Early Anishinaabe Serving Bowl
An early Great Lakes Anishinaabe carved serving bowl in original surface.
Formed from the trunk of a red maple tree, the profile is of a standard utilitarian form with a deeply tapered body terminating in a smaller, sharply cut foot. A hollowed interior is gauge carved by hand with the use of a scorp tool. Thousands of fine rigid tool marks are evident and raised, providing visual evidence of intense hand manufacture.
A small section of tree bark remains on the exterior due to producing a bowl from a 23" thick tree and being of a certain capacitive size while maintaining the required thickness to preserve structural integrity.
Another surviving example with a flat rim and sharply tapered body is identical in manufacture and survives in the National Museum of the American Indian, collected directly from reservation by notable anthropologist Fredrick Johnson and coming directly from Ansishinaabe tribal areas during one of his several Heye Foundation sponsored trips to Canada.
Survives in an overall excellent state of condition, exhibiting a small shrinkage crack (shown) being consistent with age, structural design, and use. A wonderful example of handcraft with impressive and simplistic form boasting its size at an impressive 23" in diameter with a full inch of shrinkage.
Great Lakes Anishinaabe in origin, Parry Island, ON. Ca. 1780-1830. 23"W x 6"T.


> [TASK GOAL]:
What is needed is an exact transcription of every record, minus the pictures.

> [DATA SHOWN]:
________________________________________

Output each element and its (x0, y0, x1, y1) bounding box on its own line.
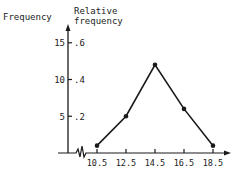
data-point (182, 107, 187, 112)
series-line (97, 65, 213, 146)
x-tick-label: 16.5 (174, 158, 194, 168)
data-series (95, 63, 216, 148)
y2-tick-label: .4 (74, 75, 85, 85)
x-tick-label: 10.5 (87, 158, 107, 168)
x-tick-label: 18.5 (203, 158, 223, 168)
y-tick-label: 5 (60, 112, 65, 122)
x-tick-label: 12.5 (116, 158, 136, 168)
y-tick-label: 15 (54, 38, 65, 48)
axis-break-icon (58, 146, 226, 157)
y-axis-title: Frequency (3, 12, 52, 22)
data-point (153, 63, 158, 68)
y2-axis-title-line1: Relative (74, 6, 117, 16)
data-point (211, 143, 216, 148)
y2-tick-label: .2 (74, 112, 85, 122)
x-tick-label: 14.5 (145, 158, 165, 168)
y-axis-arrow-icon (66, 24, 71, 31)
y2-tick-label: .6 (74, 38, 85, 48)
data-point (95, 143, 100, 148)
x-axis-arrow-icon (224, 151, 231, 156)
y-axis: 5.210.415.6 (54, 24, 85, 153)
y2-axis-title-line2: frequency (74, 16, 123, 26)
frequency-polygon-chart: Frequency Relative frequency 5.210.415.6… (0, 0, 243, 177)
y-tick-label: 10 (54, 75, 65, 85)
data-point (124, 114, 129, 119)
x-axis: 10.512.514.516.518.5 (58, 146, 231, 168)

________________________________________

> [EXERCISE ANSWER]:
Output each element and its (x0, y0, x1, y1) bounding box on its own line.
data-point (182, 107, 187, 112)
series-line (97, 65, 213, 146)
x-tick-label: 16.5 (174, 158, 194, 168)
data-series (95, 63, 216, 148)
y2-tick-label: .4 (74, 75, 85, 85)
x-tick-label: 10.5 (87, 158, 107, 168)
x-tick-label: 18.5 (203, 158, 223, 168)
y-tick-label: 5 (60, 112, 65, 122)
x-tick-label: 12.5 (116, 158, 136, 168)
y-tick-label: 15 (54, 38, 65, 48)
axis-break-icon (58, 146, 226, 157)
y-axis-title: Frequency (3, 12, 52, 22)
data-point (153, 63, 158, 68)
y2-axis-title-line1: Relative (74, 6, 117, 16)
data-point (211, 143, 216, 148)
y2-tick-label: .2 (74, 112, 85, 122)
x-tick-label: 14.5 (145, 158, 165, 168)
y-axis-arrow-icon (66, 24, 71, 31)
y2-tick-label: .6 (74, 38, 85, 48)
data-point (95, 143, 100, 148)
x-axis-arrow-icon (224, 151, 231, 156)
y-axis: 5.210.415.6 (54, 24, 85, 153)
y2-axis-title-line2: frequency (74, 16, 123, 26)
frequency-polygon-chart: Frequency Relative frequency 5.210.415.6… (0, 0, 243, 177)
y-tick-label: 10 (54, 75, 65, 85)
data-point (124, 114, 129, 119)
x-axis: 10.512.514.516.518.5 (58, 146, 231, 168)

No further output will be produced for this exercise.